Tuesday, January 5, 2010

Ethics standards at the NYT and a lesson from academia

In an Op-Ed at the New York Times, the public editor Clark Hoyt comments about the firing of three freelancers that had potential conflicts of interest:
These cases illustrate how hard it is for The Times to ensure that freelancers, who contribute a substantial portion of the paper’s content, abide by ethics guidelines that editors believe are self-evident and essential to the paper’s credibility but that writers sometimes don’t think about, or don’t think apply to their circumstances, or believe are unfair or unrealistic. Some writers do not read the guidelines carefully, and although they are encouraged to raise possible conflicts of interest with an editor, some don’t tell and are not asked.
(...)
Times editors reject such arguments because, to them, the most important consideration is that everything in the newspaper, no matter who produces it, must be free of even the smallest hint of undue influence. “I think it is important for us to be clear and strict about our rules so readers have reason to trust our credibility,” Corbett said.

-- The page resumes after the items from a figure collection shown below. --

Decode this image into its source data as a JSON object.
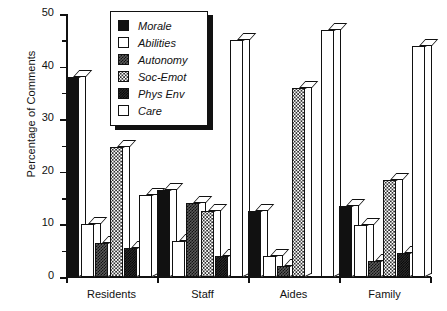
{
  "chart_data": {
    "type": "bar",
    "title": "",
    "xlabel": "",
    "ylabel": "Percentage of Comments",
    "ylim": [
      0,
      50
    ],
    "yticks": [
      0,
      10,
      20,
      30,
      40,
      50
    ],
    "yticks_minor": [
      5,
      15,
      25,
      35,
      45
    ],
    "grid": false,
    "legend_position": "top-left-inside",
    "categories": [
      "Residents",
      "Staff",
      "Aides",
      "Family"
    ],
    "series": [
      {
        "name": "Morale",
        "values": [
          38.0,
          16.5,
          12.5,
          13.5
        ]
      },
      {
        "name": "Abilities",
        "values": [
          10.0,
          6.8,
          4.0,
          9.8
        ]
      },
      {
        "name": "Autonomy",
        "values": [
          6.5,
          14.0,
          2.0,
          3.0
        ]
      },
      {
        "name": "Soc-Emot",
        "values": [
          24.7,
          12.5,
          36.0,
          18.5
        ]
      },
      {
        "name": "Phys Env",
        "values": [
          5.5,
          4.0,
          0.0,
          4.5
        ]
      },
      {
        "name": "Care",
        "values": [
          15.5,
          45.0,
          47.0,
          44.0
        ]
      }
    ]
  },
  "legend": {
    "items": [
      {
        "label": "Morale",
        "pattern": "p-morale"
      },
      {
        "label": "Abilities",
        "pattern": "p-abilities"
      },
      {
        "label": "Autonomy",
        "pattern": "p-autonomy"
      },
      {
        "label": "Soc-Emot",
        "pattern": "p-socemot"
      },
      {
        "label": "Phys Env",
        "pattern": "p-physenv"
      },
      {
        "label": "Care",
        "pattern": "p-care"
      }
    ]
  },
  "caption": "",
  "colors": {
    "ink": "#111111",
    "paper": "#ffffff"
  }
}
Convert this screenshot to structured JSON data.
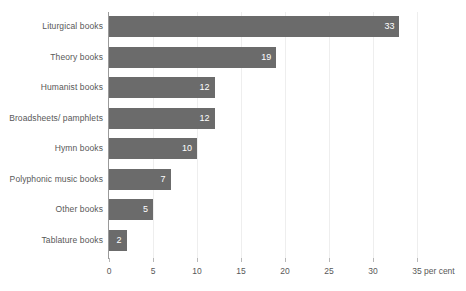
{
  "chart_data": {
    "type": "bar",
    "orientation": "horizontal",
    "title": "",
    "xlabel": "per cent",
    "ylabel": "",
    "categories": [
      "Liturgical books",
      "Theory books",
      "Humanist books",
      "Broadsheets/ pamphlets",
      "Hymn books",
      "Polyphonic music books",
      "Other books",
      "Tablature books"
    ],
    "values": [
      33,
      19,
      12,
      12,
      10,
      7,
      5,
      2
    ],
    "value_labels": [
      "33",
      "19",
      "12",
      "12",
      "10",
      "7",
      "5",
      "2"
    ],
    "xlim": [
      0,
      35
    ],
    "xticks": [
      0,
      5,
      10,
      15,
      20,
      25,
      30,
      35
    ],
    "xtick_labels": [
      "0",
      "5",
      "10",
      "15",
      "20",
      "25",
      "30",
      "35"
    ],
    "unit_label": "per cent",
    "grid": true,
    "grid_axis": "x",
    "legend": false,
    "bar_color": "#6b6b6b",
    "value_label_color": "#ffffff",
    "axis_text_color": "#585858",
    "gridline_color": "#eeeeee",
    "axis_line_color": "#9a9a9a",
    "background_color": "#ffffff"
  }
}
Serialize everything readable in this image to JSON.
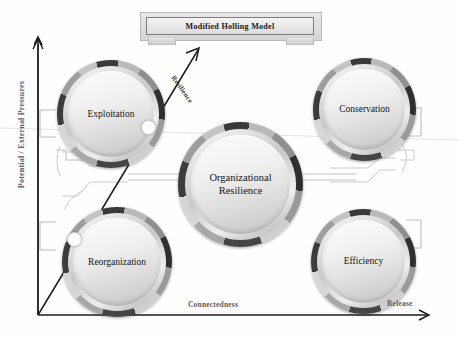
{
  "title": {
    "text": "Modified Holling Model"
  },
  "axes": {
    "y_label": "Potential / External Pressures",
    "x_label": "Connectedness",
    "release_label": "Release",
    "resilience_label": "Resilience"
  },
  "nodes": [
    {
      "id": "exploitation",
      "label": "Exploitation"
    },
    {
      "id": "conservation",
      "label": "Conservation"
    },
    {
      "id": "center",
      "label_line1": "Organizational",
      "label_line2": "Resilience"
    },
    {
      "id": "reorganization",
      "label": "Reorganization"
    },
    {
      "id": "efficiency",
      "label": "Efficiency"
    }
  ],
  "colors": {
    "axis": "#1c1c1c",
    "wire": "#b0b0b0",
    "ring_dark": "#333333",
    "ring_light": "#d6d6d6",
    "marker": "#ffffff",
    "text": "#141414",
    "label_grey": "#5d5d5d"
  },
  "markers": [
    {
      "on": "exploitation",
      "position": "lower-right"
    },
    {
      "on": "reorganization",
      "position": "upper-left"
    }
  ]
}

This is one reader's reaction:
Any one familiar with the paltry compensation paid to freelancers, has to wonder how the Times feels that it is right to make it so hard for these writers to actually make a living. I was particularly struck by the plight of the young writer just "two years out of college." whose articles I have actually seen with some frequency on your sports pages. He appears so often I thought he was a staffer. So now after exploiting him shamelessly by using him like a staffer (presumedly for peanuts) you commit the ultimate shameless act by destroying his reputation in the interests of writing a more interesting, and very self serving, piece in the Sunday edition.
For me, the very ethics of your piece raise serious questions. Does the Times have the right to ruin people it barely pays in the interests of repairing the damage caused by its own genuinely serious ethics lapses in the past. In my view, none of the cases that you describe rise to the level of justifying the personal destruction that such a piece will have for their lives. If they don't meet your standards- fire them- it's your paper. But this article was reckless and cruel.
I think that the regulars and the op-eds are as much prone to conflicts of interest, with more harmful consequences, as for instance this anti-google propaganda. As many readers suggested a simple but clear COI disclaimer might be a good start.